Daily Archives: Oct. 2, 2006

Mistakes are no cause for alarm

A new blog reader wants to know if it alarms me how many times we’re writing in this blog about mistakes in the paper. (The question wasn’t stated so politely, but the gist of it was that we seem to have no shortage of errors to write about.)

The short answer: Not a bit.

The longer answer: I can argue as well as anyone, and for every time I’ve written in this blog that we fell short in some way – I promise I could have made a credible argument instead for why we were right. But I don’t see the value in doing that.

Every day, we publish thousands of facts. We have to pick which to include in a story and which we can’t. We then summarize those facts in four to six words in a headline. And we do it on an inflexible deadline. We’re going to make mistakes.

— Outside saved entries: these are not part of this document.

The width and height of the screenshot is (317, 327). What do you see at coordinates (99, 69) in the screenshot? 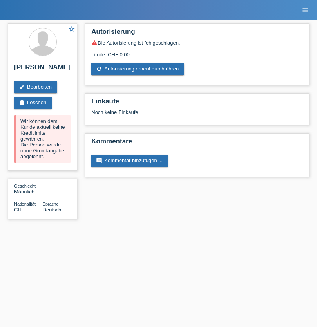
I see `i: refresh` at bounding box center [99, 69].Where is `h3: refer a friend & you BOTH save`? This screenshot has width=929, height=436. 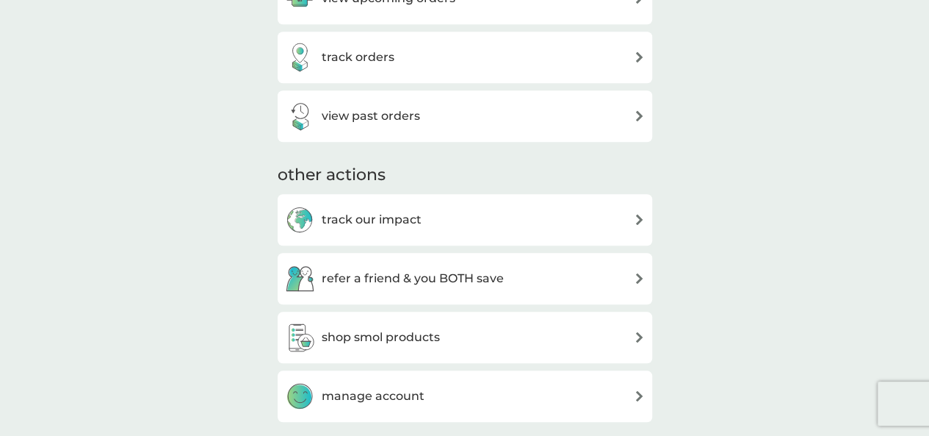 h3: refer a friend & you BOTH save is located at coordinates (413, 278).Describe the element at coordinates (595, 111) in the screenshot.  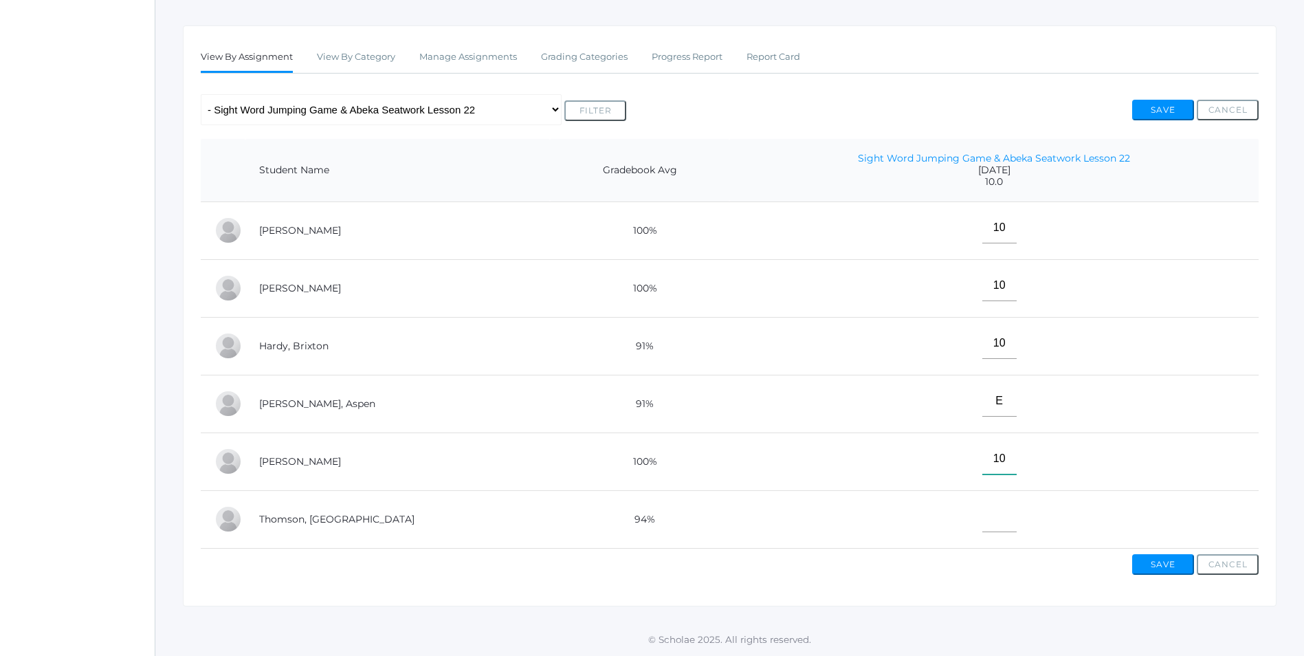
I see `button: Filter` at that location.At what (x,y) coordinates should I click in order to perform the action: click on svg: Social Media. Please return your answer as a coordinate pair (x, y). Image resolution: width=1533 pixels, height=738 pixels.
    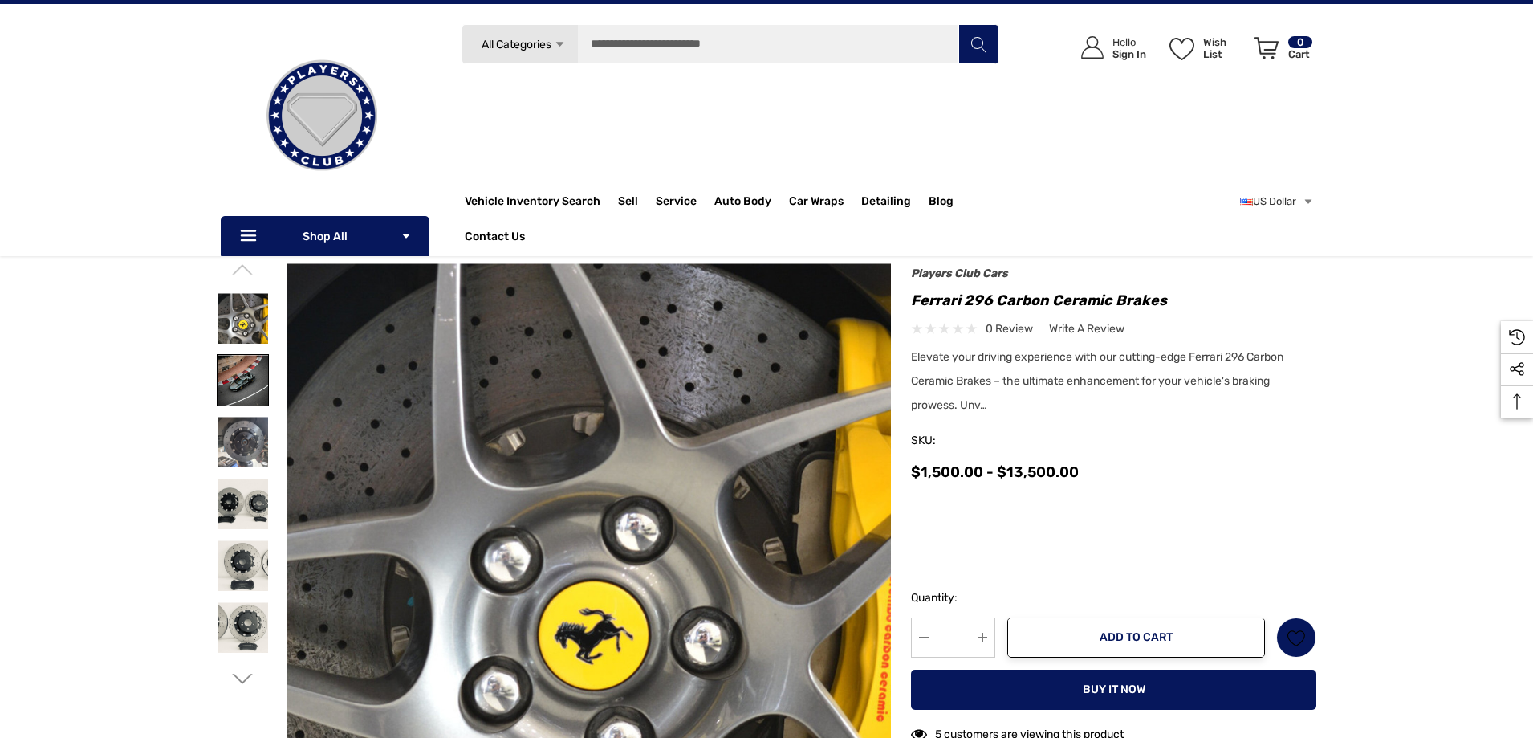
    Looking at the image, I should click on (1517, 369).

But we do have to aspire to be perfect. I hate it when we get facts wrong. Or miss a typo. Or make a grammatical mistake. Or leave a fact out of a story that was critical to reader understanding, or balanced viewpoints. Or write a headline that misses the point of a story. I have a list that’s longer than the time you have to read this.

I make mistakes every day. Everyone does, whether they admit it or not. There’s no reason not to acknowledge mistakes and focus on figuring out how they happened, and learn from them.

I work with a talented news staff of people who are deeply committed to publishing a great community newspaper. We succeed far, far more than we fail. When we come up short, we owe it to our readers to say so.

I would be alarmed if I thought we were unwilling to do that.